The expanded relationship will see OpenText leverage Google Cloud’s Anthos multi-cloud to deploy and manage containerized EIM application workloads in a multi-cloud environment. In addition, OpenText announced the general availability of containerized versions of several EIM applications including Content Server, Extended ECM, Documentum, InfoArchive and Archive Center on GCP. They will also integrate their portfolio within Google G Suite

“We are also launching a Go-to-Market initiative where our joint sales and solution teams will be educated and integrated to present an integrated proposal to customers,” Barrenechea added.

Barrenechea defined OpenText as having what is essentially a three tiered strategy, and situated the Google relationship within that.

“The OpenText Tier is the top tier,” he said. OT2 runs only in the OpenText cloud, and we provide certain SLAs in our cloud. Under that, is the preferred tier, which is Google Cloud. We will innovate with machine learning transcription services to their APIs for storage and monitoring. Then you have the other clouds, which we support.

“So the ranking is us, then the Preferred, which is Google, and I suspect we will add others in this category over time. The third is the certified clouds. The best SLA is the OpenText cloud. There will be slightly less in Google, and then the third tier, which we will support but not have the incredible features and innovation.”

Barrenechea indicated how the Google Cloud announcement fits into the larger theme which he emphasized around the event.

“Our messaging is that automation is no longer enough,” he said. “Everything has to be machine readable, and just as important as the automation is the insight you can get out of it. It used to be about the best process.”

The expanded Google Cloud relationship will deepen that insight, through integration with key Artificial Intelligence and Machine Learning services from Google.

“This relationship’s foundation is a deep engineering alignment of co-innovating together,” said Kevin Ichhpurani, Corporate Vice President, Global Ecosystem at Google Cloud. “We are taking the enormous content in EIM systems and putting machine learning on top to create new offerings. You have had tens of thousands of legal contracts that go into a drawer after they are signed which can now be accessed and used to see patterns and derive insight.”

Barrenechea emphasized at the event that OpenText’s ecosystem partners like Google and SAP are their largest and most strategic relationships, and there are clear parallels between those relationships, even though the Google relationship is relatively new while SAP has been a deep OpenText partner for many years. In May, at SAP’s SAPPHIRE NOW event, OpenText and SAP announced a Content Services partnership which has strong parallels with the new one with Google Cloud.

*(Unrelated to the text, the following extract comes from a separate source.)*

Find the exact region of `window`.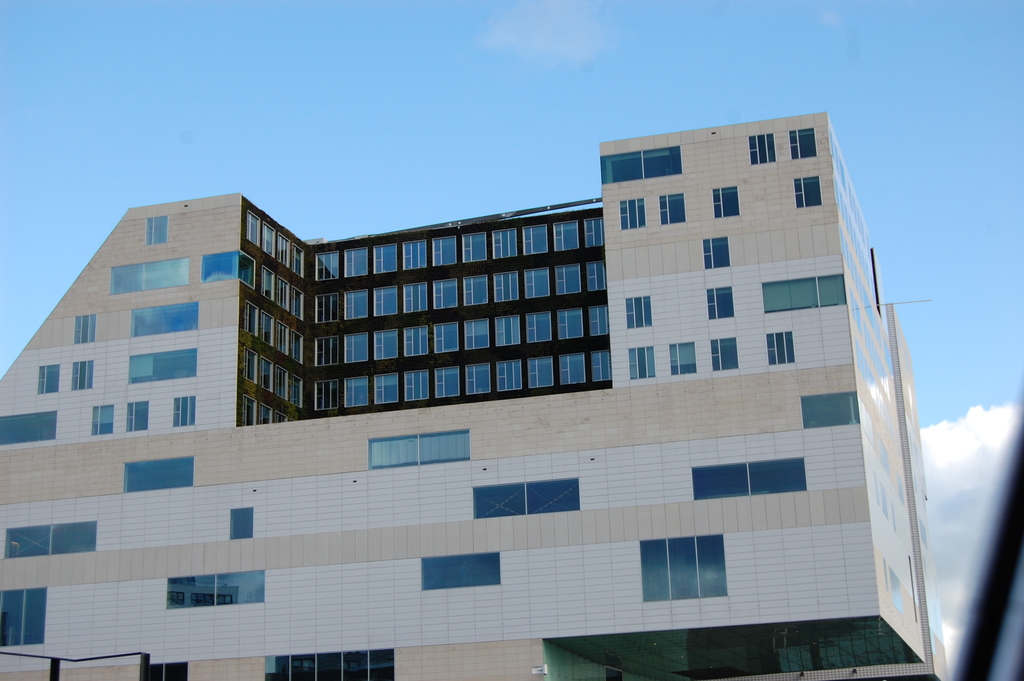
Exact region: (260,267,274,299).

“This is similar to our announcement with SAP we announced at SAPPHIRE, where we will be their de facto content service provider,” said Patty Nagle, OpenText SVP and CMO.

Barrenechea sees the extension of both relationships as having similarly disruptive effects.

“SAP will use us for content services, not Box or DropBox or OneDrive,” he said. “We are going after Box and Dropbox hard in the enterprise. We will give them no rest and no quarter. It is an all-out battle to win that use case, and we will win.”

While OpenText is placing its big bet on the cloud, Barrenechea said that on-prem – which he likes to call off-cloud – will continue to be fully supported, at least for now.

“Our position today is we will support off-cloud forever,” he said. “It’s a very sincere position. We will support it fully. It’s a big part of our install base. There are still a lot of use cases to run on prem – in regulated industries, construction, banking – customers who want a managed cloud but still off-cloud. So OpenText Cloud Editions is cloud-first, not cloud-only.”

At the same time, he also indicated that the cloud product is simply a better product.

“Our capture capability is equal, or perhaps a little stronger in the cloud,” he said. “Our services layer will be stronger in the cloud. Our last few acquisitions have all been cloud. We will make an assessment of our position here again in two to three years.”